Our economic recovery is real, but what we can still learn from the US?

Some people are never satisfied.

The evidence is mounting that the UK economy is now on the path to recovery. But to those who denied the possibility of any economic revival at all under the policies of “austerity”, this is simply not good enough. It is the wrong kind of recovery, they say. Fuelled by debt-based personal spending, unsustainable house prices, another crash, the doom-mongering litany more or less writes itself.

The data-based evidence of the recoveries in the US and UK economies tells an interesting story, but not one that the pessimists like to hear. There is no doubt that overall growth has been weaker than usual after a recession. Comparing 2012 with 2009, the year when both economies hit rock bottom, real GDP grew by 7.3 per cent in the US and by only 3 per cent in the UK.
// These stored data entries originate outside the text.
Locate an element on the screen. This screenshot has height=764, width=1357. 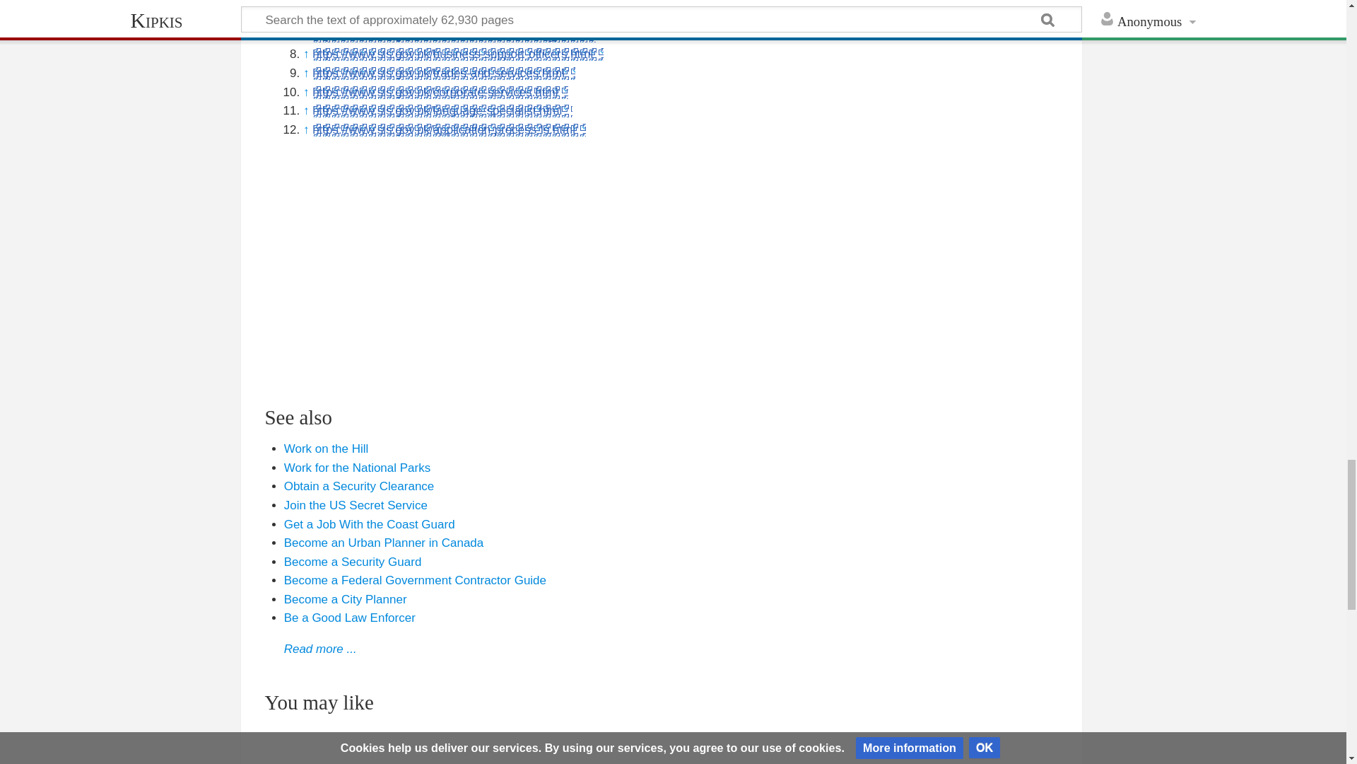
Become a City Planner is located at coordinates (345, 600).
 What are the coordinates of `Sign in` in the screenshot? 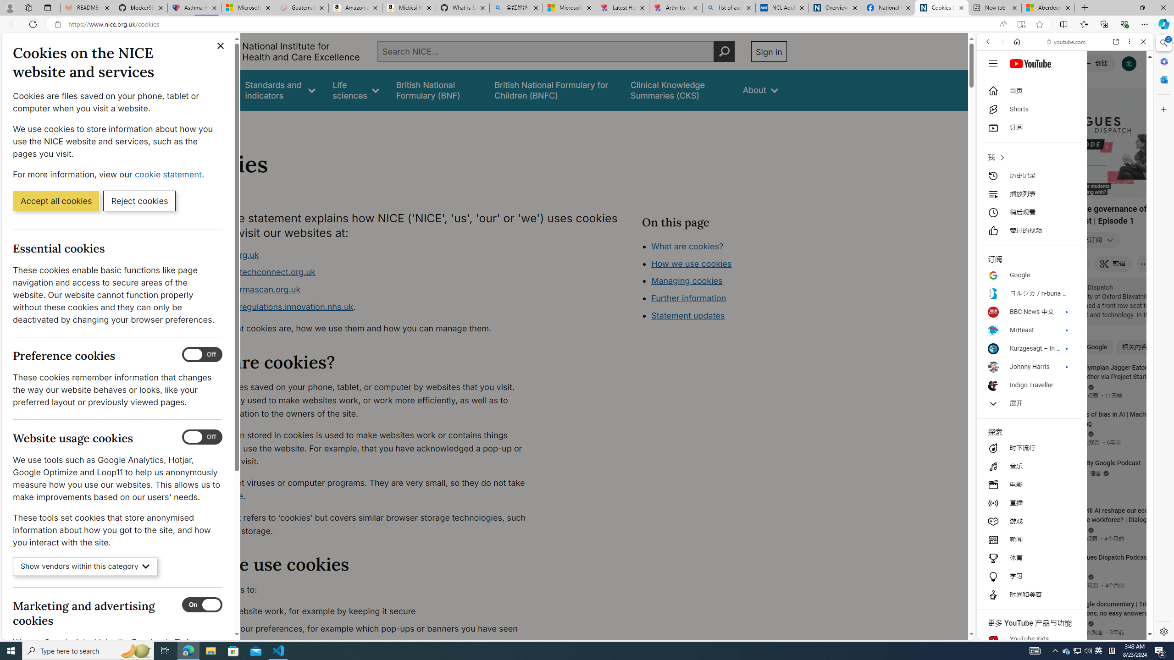 It's located at (768, 51).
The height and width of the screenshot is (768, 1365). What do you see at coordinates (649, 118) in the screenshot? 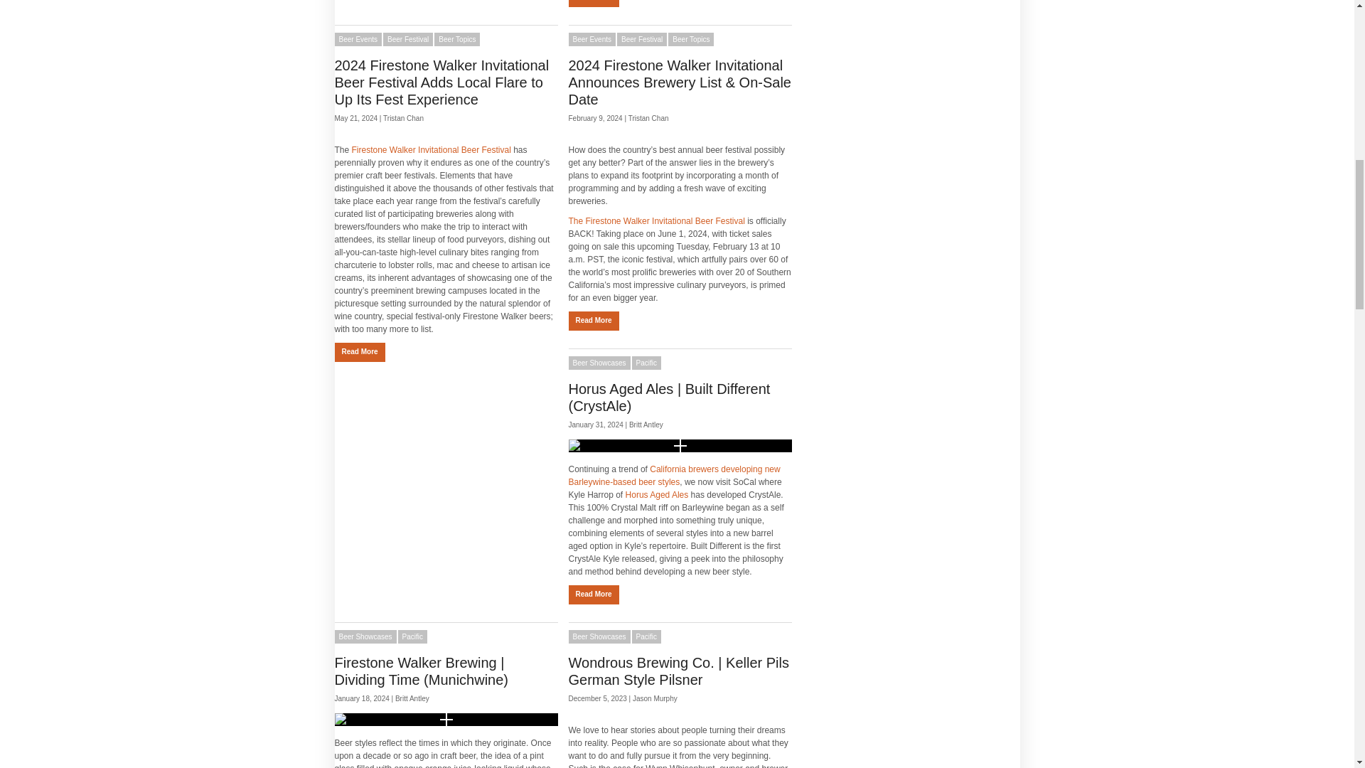
I see `Posts by Tristan Chan` at bounding box center [649, 118].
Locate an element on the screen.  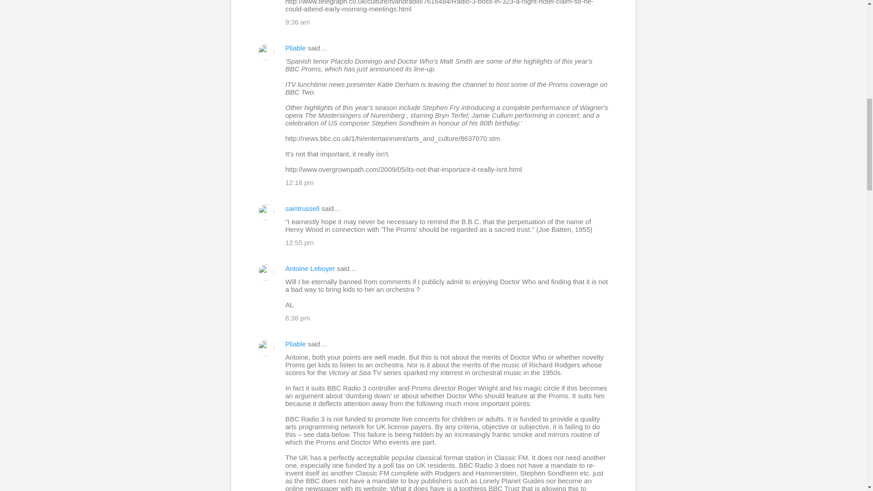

Still, growth has actually happened. But has it been fuelled by personal consumption, by individuals running down savings or taking on more debt in an unsustainable way? The answer is unequivocally “no”. Personal spending is by far the biggest single component of GDP, accounting for over 60 per cent of the total. But in both cases, over the 2009 to 2012 period, it grew by less than GDP. By less, not more. Personal consumption rose by 6.9 per cent in the US and by 1.6 per cent in the UK.

In both the main Anglo-Saxon economies, a marginal contribution to growth was made by an improvement in the net trade position. In each case, exports in real terms grew slightly faster than imports, though the impact on GDP was small.

But the two other components of GDP – investment by companies and current expenditure by the public sector – offer a marked contrast between the US and the UK. Despite the widespread belief that austerity policies are being rigorously pursued in the UK, current public spending grew by 3.3 per cent in real terms between 2009 and 2012. In the US, meanwhile, it fell by 4.1 per cent.

And contrary to much received wisdom, investment by companies in the UK did grow over this period – by just over 10 per cent. But in the US, the comparable figure was a rise of almost 30 per cent. Capital spending by companies makes up only around 15 per cent of total GDP, but this huge difference between the two countries accounts for most of the difference in the recovery patterns in the US and the UK. GDP grew by just over 4 per cent more in the US, and three quarters of this is accounted for by buoyant corporate investment. The growth rate of personal consumption relative to GDP was lower, not higher, in the UK than in the US, and this basically accounts for the rest.

In neither Britain nor America is the recovery based on flimsy, ephemeral debt-based consumer spending. It is grounded in capital investment by firms. And the US has made way for this by not just talking about cutting public spending, but by actually doing it.